Pm Tips Hospital Control

The Age

Saturday September 29, 2007

Annabel Stafford, Canberra

PRIME Minister John Howard has hinted that a Coalition Government could take greater control of public hospitals as the political fallout continues over a Sydney woman's miscarriage in the emergency room toilets at a NSW hospital.

The Coalition continued to blame the NSW Labor Government for the problems at the Royal North Shore Hospital, where Jana Horska miscarried, despite criticisms it has used her trauma for its own political advantage.

As health continued to build as a key election issue, Mr Howard echoed his Health Minister, Tony Abbott, saying voters who wanted to see how federal Labor might run things should look at how state Labor ran them. He also said "the reputation of the NSW Labor Government in running hospitals is appalling".

Opposition Leader Kevin Rudd has promised to move towards a Commonwealth takeover of hospitals if the states do not agree to improve the way they are run.

While the Government was attending to public hospitals, another health issue was gathering steam yesterday, with rural doctors and the Australian Medical Association planning to call for higher pay for those practising in the bush.

The coalition between the AMA and the Rural Doctors Association of Australia - who have clashed over attempts by bush doctors to have rural medicine recognised as a specialty - is an indication of just how bad the rural crisis has become.

According to figures the RDAA presented to a crisis summit on rural health earlier this month, less than 1 per cent of Queensland's 2005 and NSW's 2004 medical graduates are working in the bush.

The Age believes the RDAA and the AMA will ask the Coalition and Labor to commit to increased payments for rural doctors in a bid to attract more Australian medical graduates. The cost of their proposal is believed to be hundreds of millions of dollars.

The organisations are still negotiating on how the payments to rural GPs should be made.

The RDAA is believed to favour a rural loading on existing Medicare rebates as well as a separate rebate for Medicare procedures carried out in rural areas, which doctors could charge on top of their normal fee.

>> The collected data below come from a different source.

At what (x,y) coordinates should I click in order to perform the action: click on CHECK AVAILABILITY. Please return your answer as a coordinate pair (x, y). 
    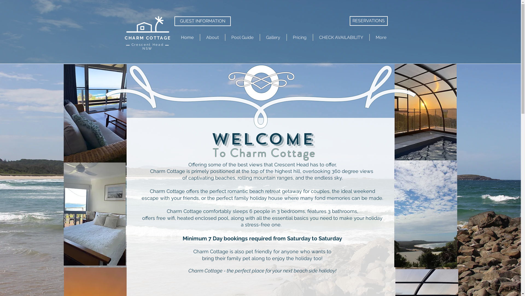
    Looking at the image, I should click on (341, 37). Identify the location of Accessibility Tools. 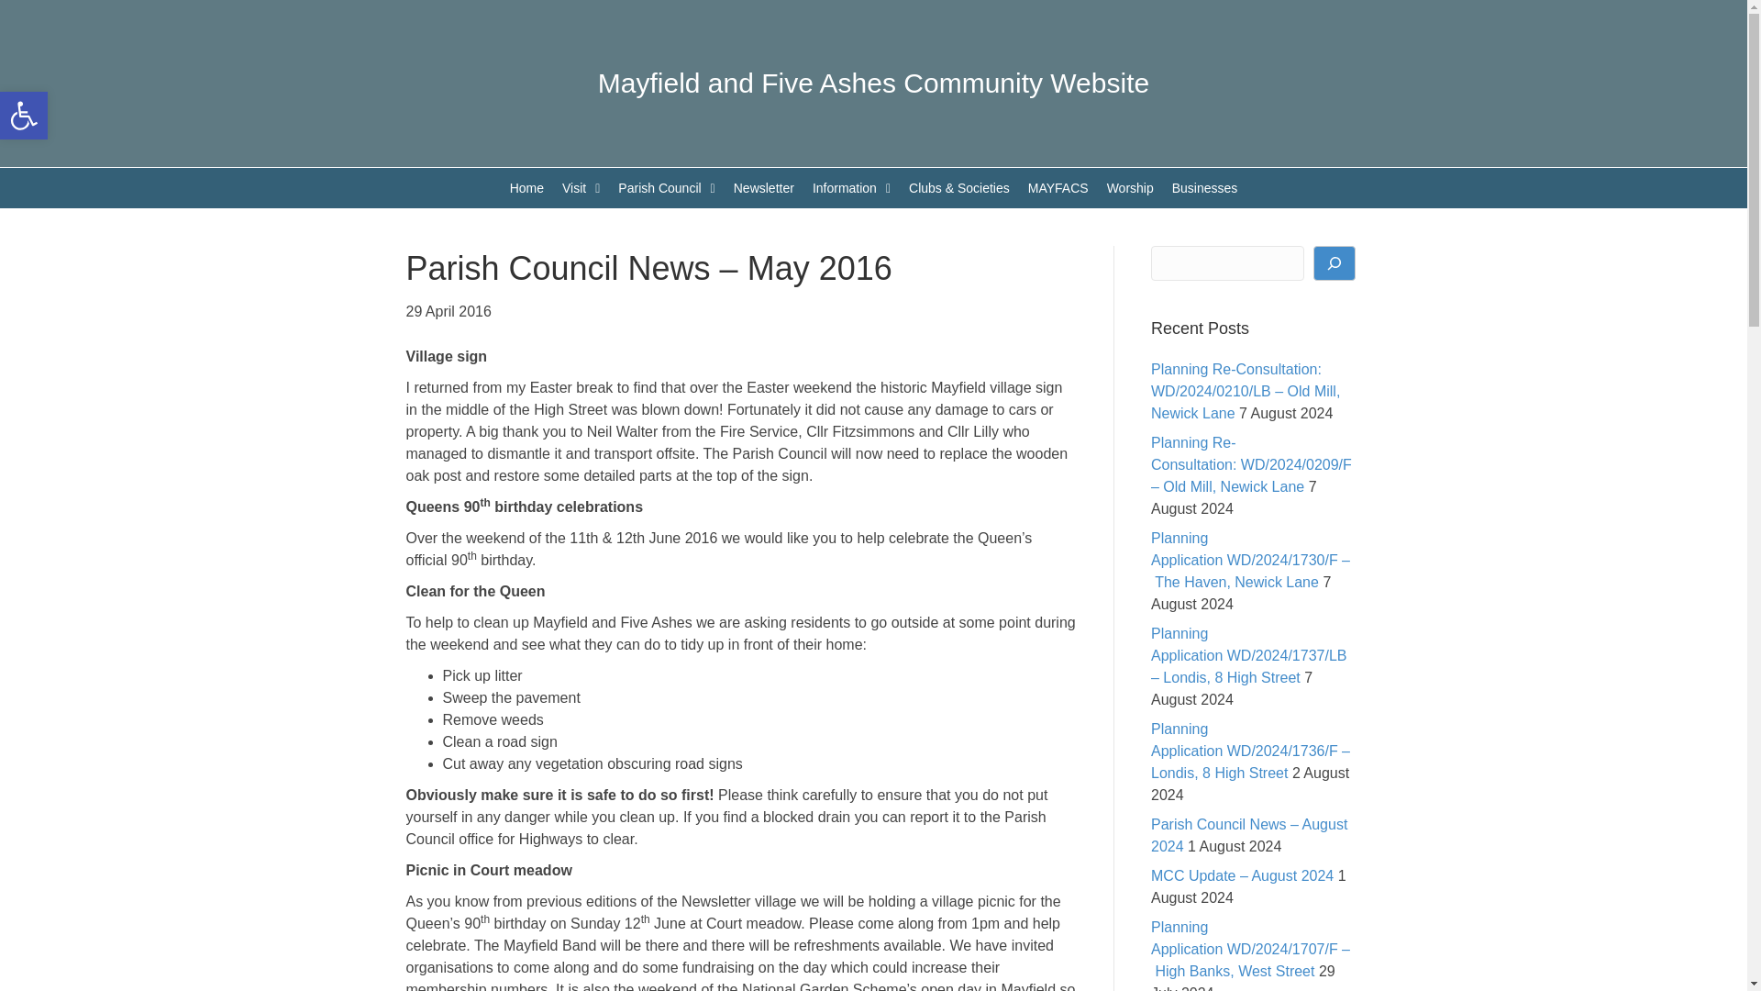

The more remote the location, the higher the loading and the rebate.

But the AMA is concerned that paying a higher Medicare rebate in rural areas would create two tiers of GPs. It wants rural doctors to be given an incentive payment outside the Medicare system, The Age believes.

Sources said the two doctors' groups were confident they would reach a common position.

Mr Howard - who has ruled out a Commonwealth takeover of public hospitals - told 3AW that the Coalition Government would look at giving the Commonwealth "a greater role and a greater say" in how hospitals are run as part of negotiations for the next five-year hospital funding agreement with the states.

And he hinted at further Commonwealth interventions in individual hospitals, saying he believed that there could be "better outcomes" if public hospitals were run by local community boards.